Of all social crimes perhaps the most egregious is the application of scent to the extent that innocent bystanders are reduced to regurgitation. I once had a colleague who surely bought her perfume at the K-Mart gallon-sales. She reeked as though a urinal cake had been draped round her neck. Her poor students must have suffered no end of nasal burns being cooped up with her, for indeed I could detect the stench from two hallways away in our so-called college.

And then, of course, on a jet it's always the case that someone has doped up for the flight, and your boarding pass plops you right next to her. (Naturally, you'll get a squalling baby on the other side.) I mean, is she anticipating a romantic encounter, perhaps looking to join the mile-high club? I say "her" not intending to be sexist, but simply to report the statistical nature of it all. Occasionally, however, the offender is indeed male, typically one who finds the notion of bathing abhorrent--just apply another layer of after-shave lotion!

As if that weren't enough, then you get these wicked scented candles and plug-in air "fresheners." They seem to me to be just the sort of product a chemical company might produce when napalm sales are flagging.

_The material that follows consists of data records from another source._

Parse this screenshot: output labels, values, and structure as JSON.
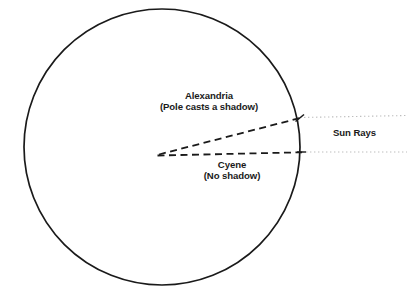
{
  "figure": {
    "background_color": "#ffffff",
    "ink_color": "#1a1a1a",
    "ray_color": "#b9b9b9"
  },
  "earth": {
    "name": "Earth circle",
    "center_x": 162,
    "center_y": 147,
    "radius": 138,
    "stroke_color": "#1a1a1a",
    "stroke_width": 1.6
  },
  "labels": {
    "alexandria": {
      "name": "Alexandria",
      "line1": "Alexandria",
      "line2": "(Pole casts a shadow)"
    },
    "cyene": {
      "name": "Cyene",
      "line1": "Cyene",
      "line2": "(No shadow)"
    },
    "sun_rays": {
      "text": "Sun Rays"
    }
  },
  "rays": [
    {
      "name": "sun-ray-alexandria",
      "x1": 299,
      "y1": 118,
      "x2": 406,
      "y2": 116,
      "style": "dotted",
      "color": "#b9b9b9"
    },
    {
      "name": "sun-ray-cyene",
      "x1": 301,
      "y1": 152,
      "x2": 406,
      "y2": 152,
      "style": "dotted",
      "color": "#b9b9b9"
    }
  ],
  "radii": [
    {
      "name": "radius-to-alexandria",
      "x1": 158,
      "y1": 154,
      "x2": 300,
      "y2": 118,
      "style": "dashed"
    },
    {
      "name": "radius-to-cyene",
      "x1": 157,
      "y1": 155,
      "x2": 301,
      "y2": 152,
      "style": "dashed"
    }
  ],
  "markers": {
    "alexandria_tick": {
      "x": 299,
      "y": 118
    },
    "cyene_tick": {
      "x": 301,
      "y": 152
    }
  }
}
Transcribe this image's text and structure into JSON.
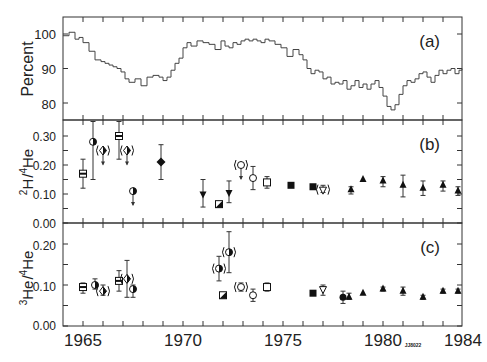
{
  "chart_data": [
    {
      "panel": "(a)",
      "type": "line",
      "ylabel": "Percent",
      "ylim": [
        75.5,
        105.5
      ],
      "yticks": [
        80,
        90,
        100
      ],
      "xlim": [
        1964,
        1984
      ],
      "step": true,
      "x": [
        1964.0,
        1964.3,
        1964.6,
        1964.8,
        1965.0,
        1965.3,
        1965.6,
        1965.9,
        1966.1,
        1966.3,
        1966.5,
        1966.7,
        1966.9,
        1967.1,
        1967.3,
        1967.6,
        1967.9,
        1968.2,
        1968.5,
        1968.8,
        1969.0,
        1969.2,
        1969.4,
        1969.6,
        1969.8,
        1970.0,
        1970.2,
        1970.4,
        1970.7,
        1971.0,
        1971.3,
        1971.6,
        1971.9,
        1972.1,
        1972.3,
        1972.5,
        1972.7,
        1972.9,
        1973.1,
        1973.3,
        1973.5,
        1973.7,
        1973.9,
        1974.1,
        1974.3,
        1974.6,
        1974.9,
        1975.2,
        1975.5,
        1975.8,
        1976.0,
        1976.2,
        1976.4,
        1976.6,
        1976.8,
        1977.0,
        1977.2,
        1977.4,
        1977.6,
        1977.8,
        1978.0,
        1978.2,
        1978.4,
        1978.6,
        1978.8,
        1979.0,
        1979.2,
        1979.4,
        1979.6,
        1979.8,
        1980.0,
        1980.2,
        1980.4,
        1980.6,
        1980.8,
        1981.0,
        1981.2,
        1981.4,
        1981.6,
        1981.8,
        1982.0,
        1982.2,
        1982.4,
        1982.6,
        1982.8,
        1983.0,
        1983.2,
        1983.4,
        1983.6,
        1983.8,
        1984.0
      ],
      "values": [
        99.5,
        100.5,
        98.5,
        99.0,
        97.5,
        95.0,
        92.5,
        92.0,
        91.5,
        91.0,
        90.5,
        90.0,
        89.0,
        87.0,
        86.0,
        87.0,
        85.0,
        87.5,
        88.0,
        87.5,
        86.5,
        87.5,
        89.5,
        91.5,
        93.0,
        96.0,
        97.5,
        96.5,
        98.0,
        97.5,
        97.0,
        95.5,
        98.0,
        96.5,
        96.0,
        97.5,
        97.0,
        98.0,
        98.5,
        98.0,
        98.5,
        98.0,
        97.5,
        98.5,
        98.0,
        97.0,
        96.0,
        93.5,
        95.5,
        94.0,
        92.5,
        90.0,
        88.5,
        89.5,
        89.0,
        87.0,
        87.5,
        85.5,
        86.0,
        85.5,
        86.5,
        84.0,
        85.0,
        86.5,
        84.5,
        85.5,
        84.0,
        85.5,
        86.5,
        84.5,
        82.0,
        79.0,
        78.0,
        79.5,
        82.5,
        85.0,
        86.5,
        86.0,
        87.0,
        88.5,
        89.0,
        87.5,
        86.0,
        88.0,
        89.5,
        88.5,
        89.5,
        90.0,
        88.5,
        89.5,
        90.0
      ],
      "annotation": "(a)"
    },
    {
      "panel": "(b)",
      "type": "scatter",
      "ylabel": "2H/4He",
      "ylim": [
        0.0,
        0.35
      ],
      "yticks": [
        0.0,
        0.1,
        0.2,
        0.3
      ],
      "points": [
        {
          "x": 1965.0,
          "y": 0.17,
          "lo": 0.12,
          "hi": 0.22,
          "marker": "square-half"
        },
        {
          "x": 1965.5,
          "y": 0.28,
          "lo": 0.15,
          "hi": 0.35,
          "marker": "circle-half"
        },
        {
          "x": 1966.0,
          "y": 0.25,
          "arrow": true,
          "marker": "paren-diamond"
        },
        {
          "x": 1966.8,
          "y": 0.3,
          "lo": 0.22,
          "hi": 0.35,
          "marker": "square-half"
        },
        {
          "x": 1967.2,
          "y": 0.25,
          "arrow": true,
          "marker": "paren-diamond"
        },
        {
          "x": 1967.5,
          "y": 0.11,
          "arrow": true,
          "marker": "circle-half"
        },
        {
          "x": 1968.9,
          "y": 0.21,
          "lo": 0.15,
          "hi": 0.27,
          "marker": "diamond-filled"
        },
        {
          "x": 1971.0,
          "y": 0.1,
          "lo": 0.055,
          "hi": 0.15,
          "marker": "triangle-down-filled"
        },
        {
          "x": 1971.8,
          "y": 0.065,
          "marker": "square-hatched"
        },
        {
          "x": 1972.3,
          "y": 0.105,
          "lo": 0.07,
          "hi": 0.145,
          "marker": "triangle-down-filled"
        },
        {
          "x": 1972.9,
          "y": 0.2,
          "arrow": true,
          "marker": "paren-circle"
        },
        {
          "x": 1973.5,
          "y": 0.155,
          "lo": 0.115,
          "hi": 0.195,
          "marker": "circle-open"
        },
        {
          "x": 1974.2,
          "y": 0.14,
          "lo": 0.12,
          "hi": 0.16,
          "marker": "square-open"
        },
        {
          "x": 1975.4,
          "y": 0.13,
          "marker": "square-filled"
        },
        {
          "x": 1976.5,
          "y": 0.125,
          "marker": "square-filled"
        },
        {
          "x": 1977.0,
          "y": 0.115,
          "lo": 0.105,
          "hi": 0.13,
          "marker": "paren-triangle-down"
        },
        {
          "x": 1978.4,
          "y": 0.115,
          "lo": 0.1,
          "hi": 0.125,
          "marker": "triangle-filled"
        },
        {
          "x": 1979.0,
          "y": 0.15,
          "marker": "triangle-filled"
        },
        {
          "x": 1980.0,
          "y": 0.145,
          "lo": 0.125,
          "hi": 0.16,
          "marker": "triangle-filled"
        },
        {
          "x": 1981.0,
          "y": 0.13,
          "lo": 0.09,
          "hi": 0.165,
          "marker": "triangle-filled"
        },
        {
          "x": 1982.0,
          "y": 0.12,
          "lo": 0.095,
          "hi": 0.145,
          "marker": "triangle-filled"
        },
        {
          "x": 1983.0,
          "y": 0.13,
          "lo": 0.11,
          "hi": 0.145,
          "marker": "triangle-filled"
        },
        {
          "x": 1984.0,
          "y": 0.11,
          "lo": 0.095,
          "hi": 0.125,
          "marker": "triangle-filled"
        }
      ],
      "annotation": "(b)"
    },
    {
      "panel": "(c)",
      "type": "scatter",
      "ylabel": "3He/4He",
      "ylim": [
        0.0,
        0.25
      ],
      "yticks": [
        0.0,
        0.1,
        0.2
      ],
      "xlabel": "",
      "xticks": [
        1965,
        1970,
        1975,
        1980,
        1984
      ],
      "points": [
        {
          "x": 1965.0,
          "y": 0.095,
          "lo": 0.08,
          "hi": 0.105,
          "marker": "square-half"
        },
        {
          "x": 1965.6,
          "y": 0.1,
          "lo": 0.09,
          "hi": 0.115,
          "marker": "circle-half"
        },
        {
          "x": 1966.0,
          "y": 0.085,
          "lo": 0.075,
          "hi": 0.1,
          "marker": "paren-diamond"
        },
        {
          "x": 1966.8,
          "y": 0.11,
          "lo": 0.085,
          "hi": 0.135,
          "marker": "square-half"
        },
        {
          "x": 1967.2,
          "y": 0.115,
          "lo": 0.07,
          "hi": 0.16,
          "marker": "paren-diamond"
        },
        {
          "x": 1967.5,
          "y": 0.09,
          "lo": 0.07,
          "hi": 0.1,
          "marker": "circle-half"
        },
        {
          "x": 1971.8,
          "y": 0.14,
          "lo": 0.11,
          "hi": 0.17,
          "marker": "paren-circle-half"
        },
        {
          "x": 1972.0,
          "y": 0.075,
          "marker": "square-quarter"
        },
        {
          "x": 1972.3,
          "y": 0.18,
          "lo": 0.13,
          "hi": 0.23,
          "marker": "paren-circle-half"
        },
        {
          "x": 1972.9,
          "y": 0.095,
          "lo": 0.085,
          "hi": 0.105,
          "marker": "paren-circle"
        },
        {
          "x": 1973.5,
          "y": 0.075,
          "lo": 0.06,
          "hi": 0.09,
          "marker": "circle-open"
        },
        {
          "x": 1974.2,
          "y": 0.095,
          "lo": 0.085,
          "hi": 0.105,
          "marker": "square-open"
        },
        {
          "x": 1976.5,
          "y": 0.08,
          "marker": "square-filled"
        },
        {
          "x": 1977.0,
          "y": 0.09,
          "lo": 0.075,
          "hi": 0.1,
          "marker": "triangle-down-open"
        },
        {
          "x": 1978.0,
          "y": 0.07,
          "lo": 0.055,
          "hi": 0.085,
          "marker": "circle-filled"
        },
        {
          "x": 1978.3,
          "y": 0.07,
          "lo": 0.065,
          "hi": 0.08,
          "marker": "triangle-filled"
        },
        {
          "x": 1979.0,
          "y": 0.08,
          "marker": "triangle-filled"
        },
        {
          "x": 1980.0,
          "y": 0.09,
          "lo": 0.085,
          "hi": 0.095,
          "marker": "triangle-filled"
        },
        {
          "x": 1981.0,
          "y": 0.085,
          "lo": 0.075,
          "hi": 0.095,
          "marker": "triangle-filled"
        },
        {
          "x": 1982.0,
          "y": 0.07,
          "lo": 0.065,
          "hi": 0.075,
          "marker": "triangle-filled"
        },
        {
          "x": 1983.0,
          "y": 0.085,
          "lo": 0.08,
          "hi": 0.09,
          "marker": "triangle-filled"
        },
        {
          "x": 1984.0,
          "y": 0.085,
          "lo": 0.08,
          "hi": 0.09,
          "marker": "triangle-filled"
        }
      ],
      "annotation": "(c)"
    }
  ],
  "axes": {
    "panel_a": {
      "ylabel": "Percent",
      "tick_labels": [
        "100",
        "90",
        "80"
      ],
      "tag": "(a)"
    },
    "panel_b": {
      "ylabel_main": "H",
      "ylabel_sup1": "2",
      "ylabel_sup2": "4",
      "ylabel_tail": "He",
      "tick_labels": [
        "0.30",
        "0.20",
        "0.10",
        "0.00"
      ],
      "tag": "(b)"
    },
    "panel_c": {
      "ylabel_main": "He",
      "ylabel_sup1": "3",
      "ylabel_sup2": "4",
      "ylabel_tail": "He",
      "tick_labels": [
        "0.20",
        "0.10",
        "0.00"
      ],
      "tag": "(c)"
    },
    "x_tick_labels": [
      "1965",
      "1970",
      "1975",
      "1980",
      "1984"
    ]
  },
  "figure_code": "JJ8022"
}
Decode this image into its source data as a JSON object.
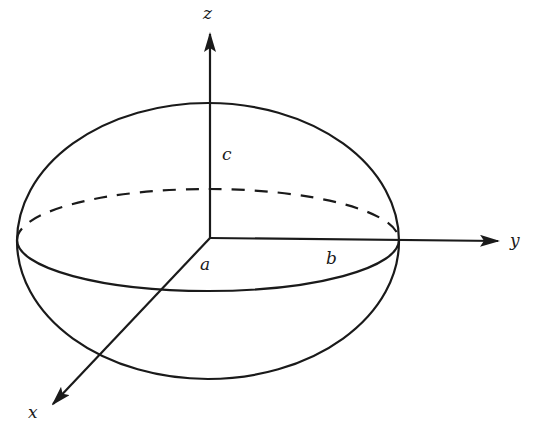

This brings up today's adventure in language. Having you ever been subjected to an evening of nausea, visiting someone who has a goddamn bowl of potpourri lying about? Wood shavings saturated in a dense unnatural fragrance can turn even the most respectable of residences into one of ill repute. According to Wikipedia:
Much modern potpourri consists of any decoratively shaped dried plant material (not necessarily from scented plants) with strong natural and synthetic perfumes (and also often colored dyes) added, with the scent often bearing no relation to the plant material used.
So, I'm watching the excellent film Joseph Andrews last night when a word caught my attention. By the way, Henry Fieldings's 1742 book upon which this was based was always one of my favorites, having read it my first year in college.

Anyway, in the movie at one point the good guys (and the gal Fanny) fall prey to a group not unlike the Hell Fire Club. This evil assemblage intends some sort of outrage against Fanny, sacrilegious as well as sexual. The wicked leader whispers, "Bring on the nuns," which was his secret term for the whip-wielding assistants.

On hearing this, one of the leader's "guests," Church of England clergyman Parson Abraham Adams, is outraged and sputters:

"I hope there is to be no popery."

I think I may have hit upon a new word classification. By standard agreement, two words are homonyms if they are pronounced or spelled the same way but have different meanings. But here we have two words which both convey a noisome quality, sound identical, yet are spelled differently. 

What shall we call this curiosity of language?

Next essay: A New Word Classification?